FIG. 7 is a graph 700 that plots modeled heating efficiency of a slab-like formation as a function of time and formation thickness. Efficiency is reduced as heat conductively migrates outside of the formation to the overburden and underburden. Heat energy losses are provided in terms of heating efficiency in the y-axis, while time is shown in years on the x-axis. Four different lines are shown in graph 700. These represent four different modeled zone thicknesses. Thicknesses are shown for 5 meters (16.4 feet) (705), 10 meters (32.8 feet) (710), 20 meters (65.6 feet) (720), and 30 meters (98.4 feet) (730).

It can be seen from FIG. 7 that heating efficiency is lower for the thinnest interval (zone 705) than for the thickest interval (zone 730) since heat inside the thinnest interval has less distance to conductively travel to migrate outside the interval. Further, for each zone thickness (zones 705, 710, 720, 730), heating efficiency is reduced over time. The efficiency reduction represents heating losses due to intervals of shut-down for the electric heater in the absence of a supplemental fired-heater. Assuming a typical thermal diffusivity of 0.07 m2/day, the heating losses reduce the useful heat placed within the reservoir and thus further reduce the oil production rates. Thus, putting a fixed amount of heat into an interval spread out over a longer time period is less efficient than putting the same amount of heat in over a shorter time but at a faster rate. For these reasons, supplementing the fluctuating electrical heating with fired-heating is highly desirable so as to maintain a targeted heat injection rate.

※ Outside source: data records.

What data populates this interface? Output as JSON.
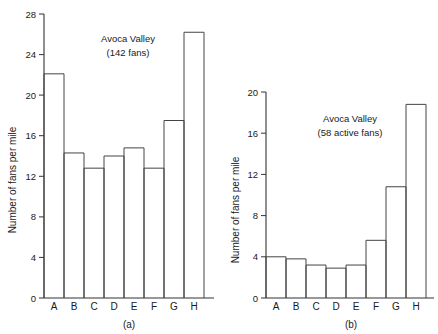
{
  "figure": {
    "background": "#ffffff",
    "ink_color": "#333333"
  },
  "chart_data": [
    {
      "type": "bar",
      "panel_label": "(a)",
      "title": "Avoca Valley",
      "subtitle": "(142 fans)",
      "xlabel": "",
      "ylabel": "Number of fans per mile",
      "categories": [
        "A",
        "B",
        "C",
        "D",
        "E",
        "F",
        "G",
        "H"
      ],
      "values": [
        22.1,
        14.3,
        12.8,
        14.0,
        14.8,
        12.8,
        17.5,
        26.2
      ],
      "yticks": [
        0,
        4,
        8,
        12,
        16,
        20,
        24,
        28
      ],
      "ytick_labels": [
        "0",
        "4",
        "8",
        "12",
        "16",
        "20",
        "24",
        "28"
      ],
      "ylim": [
        0,
        28
      ],
      "grid": false,
      "legend": "none"
    },
    {
      "type": "bar",
      "panel_label": "(b)",
      "title": "Avoca Valley",
      "subtitle": "(58 active fans)",
      "xlabel": "",
      "ylabel": "Number of fans per mile",
      "categories": [
        "A",
        "B",
        "C",
        "D",
        "E",
        "F",
        "G",
        "H"
      ],
      "values": [
        4.0,
        3.8,
        3.2,
        2.9,
        3.2,
        5.6,
        10.8,
        18.8
      ],
      "yticks": [
        0,
        4,
        8,
        12,
        16,
        20
      ],
      "ytick_labels": [
        "0",
        "4",
        "8",
        "12",
        "16",
        "20"
      ],
      "ylim": [
        0,
        20
      ],
      "grid": false,
      "legend": "none"
    }
  ]
}
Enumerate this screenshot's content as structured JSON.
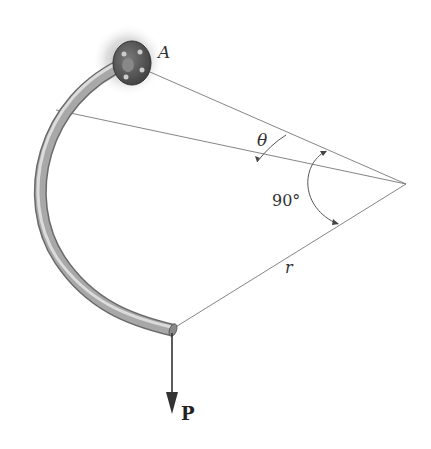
{
  "figure": {
    "labels": {
      "support": "A",
      "angle_variable": "θ",
      "arc_angle": "90°",
      "radius": "r",
      "force": "P"
    },
    "geometry": {
      "center": [
        406,
        184
      ],
      "support_point": [
        140,
        65
      ],
      "section_point": [
        58,
        110
      ],
      "free_end": [
        172,
        330
      ],
      "load_end": [
        172,
        397
      ]
    },
    "colors": {
      "rod": "#9a9a9a",
      "rod_highlight": "#d8d8d8",
      "flange": "#5a5a5a",
      "lines": "#666666",
      "arrow": "#333333"
    }
  }
}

In one aspect of the methods 300, 600, heat input to the reservoir may be maximized as a function of time. The optimization process may be based on a number of factors. These include (i) electricity cost, (ii) heating fuel cost, (iii) CO2 tax credits, (iv) CO2 emission penalties, (v) energy loss to an adjacent stratum, (vi) time-value of money of delayed production, or (vii) combinations thereof.

While it will be apparent that the inventions herein described are well calculated to achieve the benefits and advantages set forth above, it will be appreciated that the inventions are susceptible to modification, variation and change without departing from the spirit thereof. For example, the methods disclosed herein allow for the use of excess power supply created from fluctuations electricity.